While Woodford and Round have continued to hold onto their Provident Financial shares, with Woodford upping his stake an additional 1.32% to 25.66% in the last month, Brooke and Ure believed after the “devastating” double whammy of its second profit warning in August and Financial Conduct Authority probe into subsidiary Vanquis Bank “it was never going to get back to the levels it had previously been”.

The duo “didn’t panic at the bottom”, when Provident’s shares were trading around £5, their lowest level since 1996, but waited until they had recovered to the £9 or £10 mark before they started gradually selling out.

“The impact on profitability meant there was no way the share price was going to recover,” he explained.

By the new year, they had sold out of the stock completely, a bittersweet moment for Brooke who noted the subprime lender had done “very well for the fund” since they added it to the portfolio in 2009.

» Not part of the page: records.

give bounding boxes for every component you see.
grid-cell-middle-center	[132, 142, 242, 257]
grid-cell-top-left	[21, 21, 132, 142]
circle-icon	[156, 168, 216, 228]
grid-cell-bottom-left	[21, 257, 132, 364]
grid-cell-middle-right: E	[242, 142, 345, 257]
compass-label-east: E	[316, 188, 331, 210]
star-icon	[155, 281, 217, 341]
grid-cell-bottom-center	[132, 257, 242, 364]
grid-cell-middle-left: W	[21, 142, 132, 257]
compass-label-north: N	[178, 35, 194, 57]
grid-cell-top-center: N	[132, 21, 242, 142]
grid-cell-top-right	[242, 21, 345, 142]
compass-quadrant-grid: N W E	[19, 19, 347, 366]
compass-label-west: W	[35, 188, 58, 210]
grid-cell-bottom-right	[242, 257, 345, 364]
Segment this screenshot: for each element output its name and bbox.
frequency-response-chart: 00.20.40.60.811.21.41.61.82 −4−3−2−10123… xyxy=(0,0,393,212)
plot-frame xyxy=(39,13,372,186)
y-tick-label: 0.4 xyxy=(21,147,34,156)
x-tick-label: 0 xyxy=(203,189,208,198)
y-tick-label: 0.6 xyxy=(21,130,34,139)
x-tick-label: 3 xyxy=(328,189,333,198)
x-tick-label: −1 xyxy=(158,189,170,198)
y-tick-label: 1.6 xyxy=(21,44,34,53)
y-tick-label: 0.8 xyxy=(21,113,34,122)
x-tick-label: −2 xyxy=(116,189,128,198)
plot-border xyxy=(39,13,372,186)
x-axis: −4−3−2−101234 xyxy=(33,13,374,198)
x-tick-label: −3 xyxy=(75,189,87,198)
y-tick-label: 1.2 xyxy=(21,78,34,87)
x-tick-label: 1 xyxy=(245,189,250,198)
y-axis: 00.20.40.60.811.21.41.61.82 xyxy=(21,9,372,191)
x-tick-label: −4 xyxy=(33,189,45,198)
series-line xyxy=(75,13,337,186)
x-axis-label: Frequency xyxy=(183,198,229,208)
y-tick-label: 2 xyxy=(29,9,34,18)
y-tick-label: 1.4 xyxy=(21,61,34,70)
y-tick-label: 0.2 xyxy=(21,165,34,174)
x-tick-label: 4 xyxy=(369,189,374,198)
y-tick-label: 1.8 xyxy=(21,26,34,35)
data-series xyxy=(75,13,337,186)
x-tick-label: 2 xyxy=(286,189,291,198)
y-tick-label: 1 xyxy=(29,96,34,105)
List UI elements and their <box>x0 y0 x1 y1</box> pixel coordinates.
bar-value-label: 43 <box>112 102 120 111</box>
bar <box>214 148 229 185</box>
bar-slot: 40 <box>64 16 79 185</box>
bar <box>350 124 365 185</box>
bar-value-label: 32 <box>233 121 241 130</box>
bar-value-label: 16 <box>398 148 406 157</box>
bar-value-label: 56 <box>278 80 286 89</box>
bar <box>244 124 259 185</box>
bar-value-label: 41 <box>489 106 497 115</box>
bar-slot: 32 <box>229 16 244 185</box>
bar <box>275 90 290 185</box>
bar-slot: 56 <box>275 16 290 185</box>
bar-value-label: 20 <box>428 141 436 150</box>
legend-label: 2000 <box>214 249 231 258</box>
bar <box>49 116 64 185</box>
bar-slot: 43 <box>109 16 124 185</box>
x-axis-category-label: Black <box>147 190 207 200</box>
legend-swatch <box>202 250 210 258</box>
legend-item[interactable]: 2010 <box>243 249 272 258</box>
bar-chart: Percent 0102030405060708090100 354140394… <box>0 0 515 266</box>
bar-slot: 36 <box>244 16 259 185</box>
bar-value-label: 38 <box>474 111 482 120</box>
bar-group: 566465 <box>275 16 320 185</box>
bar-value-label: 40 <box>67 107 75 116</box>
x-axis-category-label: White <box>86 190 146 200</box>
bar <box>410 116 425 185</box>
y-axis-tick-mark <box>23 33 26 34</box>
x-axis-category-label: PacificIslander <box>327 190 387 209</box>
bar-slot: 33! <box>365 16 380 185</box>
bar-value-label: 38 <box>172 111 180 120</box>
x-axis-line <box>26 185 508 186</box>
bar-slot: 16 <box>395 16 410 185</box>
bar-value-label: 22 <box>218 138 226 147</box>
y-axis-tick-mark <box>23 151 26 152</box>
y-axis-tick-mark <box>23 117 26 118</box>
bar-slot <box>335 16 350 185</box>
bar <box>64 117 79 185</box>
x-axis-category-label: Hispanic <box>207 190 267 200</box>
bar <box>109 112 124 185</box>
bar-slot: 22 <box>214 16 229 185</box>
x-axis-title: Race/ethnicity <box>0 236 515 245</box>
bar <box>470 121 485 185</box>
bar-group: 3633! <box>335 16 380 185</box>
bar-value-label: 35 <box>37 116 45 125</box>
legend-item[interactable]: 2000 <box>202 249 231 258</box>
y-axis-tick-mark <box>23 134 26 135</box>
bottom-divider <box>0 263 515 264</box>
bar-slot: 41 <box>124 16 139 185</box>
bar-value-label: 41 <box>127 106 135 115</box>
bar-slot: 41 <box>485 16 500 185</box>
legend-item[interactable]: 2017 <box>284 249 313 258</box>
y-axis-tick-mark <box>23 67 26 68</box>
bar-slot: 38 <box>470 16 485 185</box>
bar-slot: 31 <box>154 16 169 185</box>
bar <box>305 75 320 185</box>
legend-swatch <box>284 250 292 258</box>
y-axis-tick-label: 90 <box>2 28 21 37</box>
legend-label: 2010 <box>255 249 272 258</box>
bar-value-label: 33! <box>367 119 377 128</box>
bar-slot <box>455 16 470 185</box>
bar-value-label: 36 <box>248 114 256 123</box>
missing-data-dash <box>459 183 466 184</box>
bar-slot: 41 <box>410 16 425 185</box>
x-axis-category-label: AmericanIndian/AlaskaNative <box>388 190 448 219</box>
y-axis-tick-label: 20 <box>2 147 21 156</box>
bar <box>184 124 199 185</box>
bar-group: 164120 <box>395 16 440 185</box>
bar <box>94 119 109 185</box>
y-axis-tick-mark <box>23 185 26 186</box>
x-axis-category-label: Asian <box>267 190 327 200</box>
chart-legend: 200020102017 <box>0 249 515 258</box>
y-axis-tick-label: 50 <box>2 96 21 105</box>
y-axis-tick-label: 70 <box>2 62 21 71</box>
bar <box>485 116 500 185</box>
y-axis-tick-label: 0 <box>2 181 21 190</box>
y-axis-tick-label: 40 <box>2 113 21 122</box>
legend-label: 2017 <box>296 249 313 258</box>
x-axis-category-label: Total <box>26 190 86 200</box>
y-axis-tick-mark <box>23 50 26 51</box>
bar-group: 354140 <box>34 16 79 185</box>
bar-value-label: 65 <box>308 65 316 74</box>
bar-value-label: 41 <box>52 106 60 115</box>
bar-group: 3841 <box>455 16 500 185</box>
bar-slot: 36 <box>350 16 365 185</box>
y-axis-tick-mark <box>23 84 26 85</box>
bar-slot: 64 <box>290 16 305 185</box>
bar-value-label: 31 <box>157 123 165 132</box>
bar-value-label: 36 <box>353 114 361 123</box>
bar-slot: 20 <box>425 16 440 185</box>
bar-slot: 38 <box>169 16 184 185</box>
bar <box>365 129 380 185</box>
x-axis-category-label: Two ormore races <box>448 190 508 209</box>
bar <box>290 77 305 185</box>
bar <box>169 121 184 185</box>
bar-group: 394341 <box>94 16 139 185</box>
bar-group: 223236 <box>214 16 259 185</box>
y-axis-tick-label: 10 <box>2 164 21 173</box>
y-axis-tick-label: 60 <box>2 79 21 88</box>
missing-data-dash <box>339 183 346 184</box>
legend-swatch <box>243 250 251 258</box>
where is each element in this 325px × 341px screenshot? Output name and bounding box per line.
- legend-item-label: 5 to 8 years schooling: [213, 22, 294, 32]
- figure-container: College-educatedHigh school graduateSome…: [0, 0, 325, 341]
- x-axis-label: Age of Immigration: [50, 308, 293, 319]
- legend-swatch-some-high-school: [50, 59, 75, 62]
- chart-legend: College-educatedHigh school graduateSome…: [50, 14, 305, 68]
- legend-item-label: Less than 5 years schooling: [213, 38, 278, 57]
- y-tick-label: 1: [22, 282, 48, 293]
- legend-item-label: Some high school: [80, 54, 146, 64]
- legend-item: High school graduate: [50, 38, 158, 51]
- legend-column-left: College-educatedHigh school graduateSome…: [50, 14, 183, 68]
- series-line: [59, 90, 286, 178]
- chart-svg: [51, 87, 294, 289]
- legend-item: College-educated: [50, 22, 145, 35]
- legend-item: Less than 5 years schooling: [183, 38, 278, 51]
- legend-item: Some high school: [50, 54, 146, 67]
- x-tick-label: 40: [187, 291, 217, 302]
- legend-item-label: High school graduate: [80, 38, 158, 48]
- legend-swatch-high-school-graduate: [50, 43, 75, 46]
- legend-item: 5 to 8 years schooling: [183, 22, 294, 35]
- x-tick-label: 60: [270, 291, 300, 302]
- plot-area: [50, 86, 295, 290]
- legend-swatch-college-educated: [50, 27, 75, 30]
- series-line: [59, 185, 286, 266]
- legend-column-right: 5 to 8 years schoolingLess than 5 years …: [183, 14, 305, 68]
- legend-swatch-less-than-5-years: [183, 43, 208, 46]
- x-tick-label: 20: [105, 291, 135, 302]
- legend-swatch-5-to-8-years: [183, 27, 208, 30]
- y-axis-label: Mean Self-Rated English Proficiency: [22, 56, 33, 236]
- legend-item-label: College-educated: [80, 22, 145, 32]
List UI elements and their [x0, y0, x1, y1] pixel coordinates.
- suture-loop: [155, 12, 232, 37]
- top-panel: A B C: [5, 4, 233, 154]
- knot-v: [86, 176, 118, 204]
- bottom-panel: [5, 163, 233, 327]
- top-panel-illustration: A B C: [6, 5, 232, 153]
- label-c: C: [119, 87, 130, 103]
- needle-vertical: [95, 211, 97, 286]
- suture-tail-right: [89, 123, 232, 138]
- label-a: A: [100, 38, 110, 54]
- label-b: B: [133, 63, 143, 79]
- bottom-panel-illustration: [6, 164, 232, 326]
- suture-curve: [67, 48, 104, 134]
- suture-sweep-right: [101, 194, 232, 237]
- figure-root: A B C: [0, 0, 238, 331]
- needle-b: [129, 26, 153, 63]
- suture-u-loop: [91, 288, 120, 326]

“When the management team explained to us what they were going to do with the restructuring of the home collected credit business, we gave them the benefit of the doubt,” he said. “Clearly, they massively underestimated the disruption it was going to cause to their business, and we all know what happened then.

“The thing that came out of nowhere was the FCA investigation into the Vanquis product, which was not public knowledge and had never been mentioned,” he continued. “The combination of those two things was pretty devastating.”

Sadder but wiser

The disappointing development with Provident Financial has prompted Brooke and Ure to “look even harder at the rest of the portfolio”.

Specifically, over the last six months they’ve been trimming their exposure to companies which they like but could have potential liquidity issues. The list includes big names like retailer WH Smith, investment manager Rathbones and FTSE 250 insurer Jardine Lloyd Thompson.

“These are all good companies,” Brooke qualified, “but sometimes you have to take things out when things are going well, not because we expect them to disappoint, but that’s just the way you have to think in the market these days.”

Ure added: “If you look at the way the markets reacted to stocks like Dignity, Capita, Conviviality, there’s been a string of very sharp pull backs over the last six months. Some of these have come completely out of the blue. Although we try to protect against that, we realise it’s not always possible.”

That’s why the pair have been mindful of the less liquid stocks they own, in case they should run into trouble.

“These stocks tend to be those that are not permanently liquid like the Unilever’s and Nestle’s of this world and when they run into trouble, liquidity dries up very quickly and that’s why you get these very substantial share prices corrections,” Ure explained.

“It’s just about being prudent and cautious ahead of time,” he said.